GREAT NEWS: MAE’S TAG IS RETRIEVED AND MAE THE BASKING SHARK IS PROBABLY FINE!

Excellent news! Mae the 7.5m long female basking shark is very probably OK. The story unfolded in front of me last night after quite a lot of detective work that involved me bothering quite a lot of people! Particular thanks to Emmett!

This fin photo is NOT of Mae’s fin but it shows a large healthy basking shark (number 21 in the basking shark fin catalogue) who’s dorsal fin shows evidence of having being temporarily caught in a net.

Number 21 in the MBSW fin catalogue

Number 21 in the MBSW fin catalogue

It turns out that at about lunchtime on the 17th November 2017, Mae was swimming at about 100m depth in the Celtic Deep when she was accidentally caught in the nets of an Irish boat that was fishing for whiting and haddock. The net broke at depth and Mae’s very expensive SPOT satellite tag was found trapped in the net. The fisherman who very kindly returned it to me spotted that it belonged to Manx Basking Shark Watch and that there was a £50 reward for it’s safe return.

I had a long chat to the fisherman, who prefers not to be named. I am very grateful that he took the time to contact us to return the tag and that he was willing to chat about his experience of basking sharks being accidentally by-caught in that area. He told me that small basking sharks tend to go out of the end of the net without breaking it but they still put slime all over the net whereas big basking sharks tend to break the net at depth and are rarely brought to the surface. This makes perfect sense to me as I have photographs of many basking sharks that are hale and hearty but they have obvious net marks on the leading edge of their dorsal fins.

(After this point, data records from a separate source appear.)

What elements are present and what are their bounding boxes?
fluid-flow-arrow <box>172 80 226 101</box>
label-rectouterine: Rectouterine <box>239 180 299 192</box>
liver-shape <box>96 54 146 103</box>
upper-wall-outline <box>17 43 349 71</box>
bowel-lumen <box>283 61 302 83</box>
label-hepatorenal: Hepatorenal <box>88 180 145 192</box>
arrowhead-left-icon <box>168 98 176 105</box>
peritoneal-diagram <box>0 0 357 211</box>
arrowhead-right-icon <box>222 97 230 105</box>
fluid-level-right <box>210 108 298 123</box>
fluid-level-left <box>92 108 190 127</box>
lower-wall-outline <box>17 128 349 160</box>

WHY FISHERMEN DON’T WANT TO CATCH BASKING SHARK
1: The net breaks and has to be mended.
2: The rest of the catch for that net shoot is lost when the net breaks.
3: The net is covered in the thick, smelly black slime that covers these huge fish (the same slime that we get the DNA for our scientific studies from) and the net has to be dried for nearly a whole day before it can be used again. If they use the same net again before they have dried it the slime attracts another basking shark into the net! They obviously don’t want that to happen.
4: It is illegal to land basking sharks so they are at risk of being prosecuted even though it has happened by accident.

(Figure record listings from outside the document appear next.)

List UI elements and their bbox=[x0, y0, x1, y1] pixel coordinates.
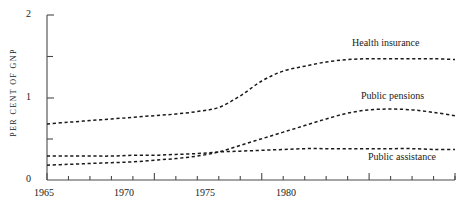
y-tick-label-2: 2 bbox=[26, 9, 31, 19]
x-tick-label-1965: 1965 bbox=[34, 188, 54, 198]
chart-container: PER CENT OF GNP 0 1 2 1965 1970 1975 198… bbox=[0, 0, 466, 207]
x-tick-label-1980: 1980 bbox=[276, 188, 296, 198]
chart-series-group bbox=[47, 59, 455, 165]
series-label-health-insurance: Health insurance bbox=[352, 38, 419, 48]
series-label-public-assistance: Public assistance bbox=[368, 152, 436, 162]
y-axis-title: PER CENT OF GNP bbox=[9, 33, 18, 153]
chart-x-ticks bbox=[47, 173, 455, 180]
y-tick-label-0: 0 bbox=[26, 174, 31, 184]
x-tick-label-1975: 1975 bbox=[195, 188, 215, 198]
series-label-public-pensions: Public pensions bbox=[361, 91, 424, 101]
chart-plot-area bbox=[0, 0, 466, 207]
y-tick-label-1: 1 bbox=[26, 92, 31, 102]
x-tick-label-1970: 1970 bbox=[114, 188, 134, 198]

When you read the list of problems associated with accidentally catching a basking shark in a trawl net you can understand that fisherman would dearly love to avoid catching them! I went to a conference recently where scientists described the various methods they are testing to help fishermen avoid catching sharks in their nets. The satellite-tagging of basking sharks is also revealing where the important over-wintering sites for basking shark are. We hope that this will eventually help the fishermen avoid these areas. The satellite tagging work is being done by various scientific groups, most notably Dr Matt Witt’s group at Exeter University, Emmett Johnston who is doing a PhD on basking sharks in Ireland, a French group called APECS and ourselves (Manx Basking Shark Watch).

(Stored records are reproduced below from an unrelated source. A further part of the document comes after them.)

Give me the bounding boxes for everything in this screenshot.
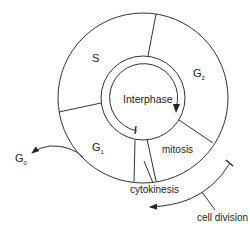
interphase-arc-end-tick: [135, 126, 136, 134]
cell-cycle-diagram: Interphase S G2 mitosis cytokinesis G1 G…: [0, 0, 250, 230]
phase-label-s: S: [92, 52, 99, 64]
phase-label-mitosis: mitosis: [162, 144, 193, 155]
cytokinesis-leader: [144, 161, 153, 183]
cell-division-leader: [202, 192, 215, 210]
divider-s-g2: [148, 14, 156, 56]
center-label: Interphase: [123, 93, 173, 105]
g0-exit-arrow: [32, 146, 83, 157]
divider-g2-mitosis: [179, 120, 213, 143]
divider-cytokinesis-mitosis: [147, 139, 156, 181]
cell-division-start-tick: [226, 160, 233, 166]
exit-state-label-g0: G0: [15, 152, 28, 166]
divider-g1-cytokinesis: [134, 140, 135, 182]
phase-label-cytokinesis: cytokinesis: [130, 184, 179, 195]
interphase-arrow-icon: [173, 104, 180, 113]
phase-label-g1: G1: [92, 141, 105, 155]
annotation-cell-division: cell division: [197, 212, 248, 223]
divider-s-g1: [59, 103, 101, 112]
phase-label-g2: G2: [193, 67, 206, 81]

Having ‘bothered’ a lot of people trying to track down the tag and hopefully hear the story (as I did) I then discovered that the fisherman had emailed me 2 days previously and it had gone into my junk mail! Many, many thanks to everyone who helped me most especially to Emmett Johnson, a fellow basking shark scientist who works in the area that the tag was transmitting from. He leapt into action and, I believe, knocked on a few doors before he found the correct fisherman in the correct house. I am sure that Emmett was a little perplexed and more than a little vexed to return to the fisherman’s house with the £50 reward to find the fisherman talking to me on the phone! I had, of course, just found the fisherman’s message and phone number in my junk box!